China is set to adopt a law aimed at ending the use of violence, intimidation and other illegal means for the forced demolition of homes, a top legal expert was quoted as saying yesterday, as the government addresses an issue that has sparked public anger.
Property disputes in a country where the government legally owns all land have led to unruly protests, fights with police, imprisonment and even suicide, and created a headache for the stability-obsessed Chinese Communist Party.
The official China Daily quoted Ying Songnian (應松年), a senior legal expert on administrative laws, as saying that the latest draft being discussed by the largely rubber stamp legislature was “close to implementation, despite minor defects.”
The draft law was submitted to the National People’s Congress for its fourth review on Wednesday, two years after it was last reviewed, the central government said in a statement on its Web site, www.gov.cn.
Qiao Xiaoyang (喬曉陽), deputy director of parliament’s law committee, told lawmakers that the fourth draft also sought to “protect people’s legal rights and supervise administrations in the performance of their duties in accordance with the law.”
The legislation follows rules issued in January by the government to ease public anger over demolitions, generally carried out by either private or state-linked companies, but with the acquiescence of local governments. The rules promised fair prices to homeowners losing their property and an end to forced demolitions without legal approval.
Chinese media group Caixin said in January that last year marked the worst year for housing demolitions, citing a report from the China Construction Management and Property Law Research Centre. The report said that more local governments were taking the place of demolition or relocation companies in forced evictions.
Late last year a village activist, Qian Yunhui (錢雲會), who had protested for years against a government-backed land acquisition dispute, was crushed to death by a truck.
His death triggered a firestorm of Internet comment and grassroots campaigns claiming Qian was killed as payback in a dispute with local officials.
Officials and police officers in Wenzhou, the coastal area where Qian died, said it was an accident, but photographs of Qian’s head and torso, mangled under the back tire of the truck, spread across the Internet, followed by images of confrontations between villagers and police in anti-riot gear.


→ **EXERCISE OBJECTIVE**
Can you print every record below exactly as written?

→ **DATASET RECORDS**
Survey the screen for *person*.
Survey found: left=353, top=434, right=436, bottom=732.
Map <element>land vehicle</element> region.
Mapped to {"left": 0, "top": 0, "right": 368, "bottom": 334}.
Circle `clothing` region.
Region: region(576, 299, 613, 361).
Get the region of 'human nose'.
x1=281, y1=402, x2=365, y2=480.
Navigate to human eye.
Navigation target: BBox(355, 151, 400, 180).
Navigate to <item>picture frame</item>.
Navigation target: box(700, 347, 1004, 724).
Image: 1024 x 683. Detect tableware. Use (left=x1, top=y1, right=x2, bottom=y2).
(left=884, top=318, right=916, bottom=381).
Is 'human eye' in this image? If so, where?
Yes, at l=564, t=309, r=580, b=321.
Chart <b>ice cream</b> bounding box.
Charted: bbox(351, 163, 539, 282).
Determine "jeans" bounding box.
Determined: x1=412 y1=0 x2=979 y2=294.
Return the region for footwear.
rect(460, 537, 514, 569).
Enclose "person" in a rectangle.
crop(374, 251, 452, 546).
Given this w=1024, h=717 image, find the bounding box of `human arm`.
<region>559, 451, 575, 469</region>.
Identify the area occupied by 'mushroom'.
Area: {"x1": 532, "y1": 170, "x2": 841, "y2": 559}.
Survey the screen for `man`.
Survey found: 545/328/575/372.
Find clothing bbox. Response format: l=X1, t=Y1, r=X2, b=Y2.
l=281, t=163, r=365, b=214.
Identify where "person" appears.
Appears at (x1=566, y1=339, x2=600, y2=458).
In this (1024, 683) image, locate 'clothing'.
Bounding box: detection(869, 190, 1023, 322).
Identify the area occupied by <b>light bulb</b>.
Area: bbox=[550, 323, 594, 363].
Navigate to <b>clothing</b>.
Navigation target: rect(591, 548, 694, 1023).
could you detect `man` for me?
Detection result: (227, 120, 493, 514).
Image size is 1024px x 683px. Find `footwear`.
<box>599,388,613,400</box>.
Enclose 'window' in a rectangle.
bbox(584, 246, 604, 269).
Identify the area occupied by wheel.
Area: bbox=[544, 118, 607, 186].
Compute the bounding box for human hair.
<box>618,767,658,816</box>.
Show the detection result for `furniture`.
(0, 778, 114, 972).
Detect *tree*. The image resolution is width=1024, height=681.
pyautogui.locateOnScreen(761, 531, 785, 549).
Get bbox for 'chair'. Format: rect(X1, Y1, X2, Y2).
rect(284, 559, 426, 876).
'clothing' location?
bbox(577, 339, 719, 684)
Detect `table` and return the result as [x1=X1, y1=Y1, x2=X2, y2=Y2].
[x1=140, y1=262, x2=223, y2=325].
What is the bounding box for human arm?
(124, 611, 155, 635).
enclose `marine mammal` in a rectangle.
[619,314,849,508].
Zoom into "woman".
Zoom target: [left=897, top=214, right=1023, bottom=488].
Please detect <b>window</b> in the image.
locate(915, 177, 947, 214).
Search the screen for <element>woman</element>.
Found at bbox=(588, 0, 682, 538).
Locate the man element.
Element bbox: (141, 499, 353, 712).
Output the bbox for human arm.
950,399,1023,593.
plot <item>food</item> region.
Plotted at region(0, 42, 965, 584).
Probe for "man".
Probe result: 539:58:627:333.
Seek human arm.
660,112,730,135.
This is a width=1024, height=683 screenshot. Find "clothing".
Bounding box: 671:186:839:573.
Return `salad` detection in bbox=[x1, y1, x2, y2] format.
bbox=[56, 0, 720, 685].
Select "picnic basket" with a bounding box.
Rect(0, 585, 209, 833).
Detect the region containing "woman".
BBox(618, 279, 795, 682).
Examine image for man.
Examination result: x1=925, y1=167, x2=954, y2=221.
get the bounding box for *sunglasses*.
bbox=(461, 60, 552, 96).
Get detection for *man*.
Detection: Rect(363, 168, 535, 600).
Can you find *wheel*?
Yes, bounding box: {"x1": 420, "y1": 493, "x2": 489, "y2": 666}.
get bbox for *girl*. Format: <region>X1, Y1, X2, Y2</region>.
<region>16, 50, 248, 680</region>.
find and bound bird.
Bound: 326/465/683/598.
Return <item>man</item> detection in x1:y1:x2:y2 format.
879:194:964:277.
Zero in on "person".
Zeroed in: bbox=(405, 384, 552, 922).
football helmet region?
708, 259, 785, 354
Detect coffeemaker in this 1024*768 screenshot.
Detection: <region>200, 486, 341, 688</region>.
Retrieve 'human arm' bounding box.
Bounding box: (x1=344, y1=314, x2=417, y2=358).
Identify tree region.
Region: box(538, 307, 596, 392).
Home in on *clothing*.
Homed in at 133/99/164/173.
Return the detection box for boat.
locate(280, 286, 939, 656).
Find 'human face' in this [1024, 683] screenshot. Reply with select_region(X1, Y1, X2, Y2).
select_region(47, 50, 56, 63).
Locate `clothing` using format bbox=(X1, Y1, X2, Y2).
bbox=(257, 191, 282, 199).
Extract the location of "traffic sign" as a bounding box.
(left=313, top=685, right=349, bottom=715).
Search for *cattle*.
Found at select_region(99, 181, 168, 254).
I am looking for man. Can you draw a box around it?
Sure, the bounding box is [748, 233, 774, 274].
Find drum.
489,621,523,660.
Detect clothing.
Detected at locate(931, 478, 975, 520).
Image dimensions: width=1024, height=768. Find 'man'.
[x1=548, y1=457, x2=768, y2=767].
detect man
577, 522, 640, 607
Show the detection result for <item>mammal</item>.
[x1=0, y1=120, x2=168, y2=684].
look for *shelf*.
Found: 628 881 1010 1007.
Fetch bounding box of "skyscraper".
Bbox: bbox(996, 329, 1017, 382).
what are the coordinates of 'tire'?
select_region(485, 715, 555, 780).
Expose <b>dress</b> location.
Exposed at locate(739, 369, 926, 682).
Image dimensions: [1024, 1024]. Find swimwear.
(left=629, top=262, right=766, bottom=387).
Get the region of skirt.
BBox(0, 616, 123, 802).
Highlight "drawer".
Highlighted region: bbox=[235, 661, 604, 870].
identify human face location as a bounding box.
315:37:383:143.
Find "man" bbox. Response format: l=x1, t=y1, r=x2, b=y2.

→ **PROBLEM SOLUTION**
Survey the screen for *person*.
Survey found: left=353, top=434, right=436, bottom=732.
Map <element>land vehicle</element> region.
Mapped to {"left": 0, "top": 0, "right": 368, "bottom": 334}.
Circle `clothing` region.
Region: region(576, 299, 613, 361).
Get the region of 'human nose'.
x1=281, y1=402, x2=365, y2=480.
Navigate to human eye.
Navigation target: BBox(355, 151, 400, 180).
Navigate to <item>picture frame</item>.
Navigation target: box(700, 347, 1004, 724).
Image: 1024 x 683. Detect tableware. Use (left=x1, top=y1, right=x2, bottom=y2).
(left=884, top=318, right=916, bottom=381).
Is 'human eye' in this image? If so, where?
Yes, at l=564, t=309, r=580, b=321.
Chart <b>ice cream</b> bounding box.
Charted: bbox(351, 163, 539, 282).
Determine "jeans" bounding box.
Determined: x1=412 y1=0 x2=979 y2=294.
Return the region for footwear.
rect(460, 537, 514, 569).
Enclose "person" in a rectangle.
crop(374, 251, 452, 546).
Given this w=1024, h=717 image, find the bounding box of `human arm`.
<region>559, 451, 575, 469</region>.
Identify the area occupied by 'mushroom'.
Area: {"x1": 532, "y1": 170, "x2": 841, "y2": 559}.
Survey the screen for `man`.
Survey found: 545/328/575/372.
Find clothing bbox. Response format: l=X1, t=Y1, r=X2, b=Y2.
l=281, t=163, r=365, b=214.
Identify where "person" appears.
Appears at (x1=566, y1=339, x2=600, y2=458).
In this (1024, 683) image, locate 'clothing'.
Bounding box: detection(869, 190, 1023, 322).
Identify the area occupied by <b>light bulb</b>.
Area: bbox=[550, 323, 594, 363].
Navigate to <b>clothing</b>.
Navigation target: rect(591, 548, 694, 1023).
could you detect `man` for me?
Detection result: (227, 120, 493, 514).
Image size is 1024px x 683px. Find `footwear`.
<box>599,388,613,400</box>.
Enclose 'window' in a rectangle.
bbox(584, 246, 604, 269).
Identify the area occupied by wheel.
Area: bbox=[544, 118, 607, 186].
Compute the bounding box for human hair.
<box>618,767,658,816</box>.
Show the detection result for `furniture`.
(0, 778, 114, 972).
Detect *tree*. The image resolution is width=1024, height=681.
pyautogui.locateOnScreen(761, 531, 785, 549).
Get bbox for 'chair'. Format: rect(X1, Y1, X2, Y2).
rect(284, 559, 426, 876).
'clothing' location?
bbox(577, 339, 719, 684)
Detect `table` and return the result as [x1=X1, y1=Y1, x2=X2, y2=Y2].
[x1=140, y1=262, x2=223, y2=325].
What is the bounding box for human arm?
(124, 611, 155, 635).
enclose `marine mammal` in a rectangle.
[619,314,849,508].
Zoom into "woman".
Zoom target: [left=897, top=214, right=1023, bottom=488].
Please detect <b>window</b> in the image.
locate(915, 177, 947, 214).
Search the screen for <element>woman</element>.
Found at bbox=(588, 0, 682, 538).
Locate the man element.
Element bbox: (141, 499, 353, 712).
Output the bbox for human arm.
950,399,1023,593.
plot <item>food</item> region.
Plotted at region(0, 42, 965, 584).
Probe for "man".
Probe result: 539:58:627:333.
Seek human arm.
660,112,730,135.
This is a width=1024, height=683 screenshot. Find "clothing".
Bounding box: 671:186:839:573.
Return `salad` detection in bbox=[x1, y1, x2, y2] format.
bbox=[56, 0, 720, 685].
Select "picnic basket" with a bounding box.
Rect(0, 585, 209, 833).
Detect the region containing "woman".
BBox(618, 279, 795, 682).
Examine image for man.
Examination result: x1=925, y1=167, x2=954, y2=221.
get the bounding box for *sunglasses*.
bbox=(461, 60, 552, 96).
Get detection for *man*.
Detection: Rect(363, 168, 535, 600).
Can you find *wheel*?
Yes, bounding box: {"x1": 420, "y1": 493, "x2": 489, "y2": 666}.
get bbox for *girl*. Format: <region>X1, Y1, X2, Y2</region>.
<region>16, 50, 248, 680</region>.
find and bound bird.
Bound: 326/465/683/598.
Return <item>man</item> detection in x1:y1:x2:y2 format.
879:194:964:277.
Zero in on "person".
Zeroed in: bbox=(405, 384, 552, 922).
football helmet region?
708, 259, 785, 354
Detect coffeemaker in this 1024*768 screenshot.
Detection: <region>200, 486, 341, 688</region>.
Retrieve 'human arm' bounding box.
Bounding box: (x1=344, y1=314, x2=417, y2=358).
Identify tree region.
Region: box(538, 307, 596, 392).
Home in on *clothing*.
Homed in at 133/99/164/173.
Return the detection box for boat.
locate(280, 286, 939, 656).
Find 'human face' in this [1024, 683] screenshot. Reply with select_region(X1, Y1, X2, Y2).
select_region(47, 50, 56, 63).
Locate `clothing` using format bbox=(X1, Y1, X2, Y2).
bbox=(257, 191, 282, 199).
Extract the location of "traffic sign" as a bounding box.
(left=313, top=685, right=349, bottom=715).
Search for *cattle*.
Found at select_region(99, 181, 168, 254).
I am looking for man. Can you draw a box around it?
Sure, the bounding box is [748, 233, 774, 274].
Find drum.
489,621,523,660.
Detect clothing.
Detected at locate(931, 478, 975, 520).
Image dimensions: width=1024, height=768. Find 'man'.
[x1=548, y1=457, x2=768, y2=767].
detect man
577, 522, 640, 607
Show the detection result for <item>mammal</item>.
[x1=0, y1=120, x2=168, y2=684].
look for *shelf*.
Found: 628 881 1010 1007.
Fetch bounding box of "skyscraper".
Bbox: bbox(996, 329, 1017, 382).
what are the coordinates of 'tire'?
select_region(485, 715, 555, 780).
Expose <b>dress</b> location.
Exposed at locate(739, 369, 926, 682).
Image dimensions: [1024, 1024]. Find swimwear.
(left=629, top=262, right=766, bottom=387).
Get the region of skirt.
BBox(0, 616, 123, 802).
Highlight "drawer".
Highlighted region: bbox=[235, 661, 604, 870].
identify human face location as a bounding box.
315:37:383:143.
Find "man" bbox. Response format: l=x1, t=y1, r=x2, b=y2.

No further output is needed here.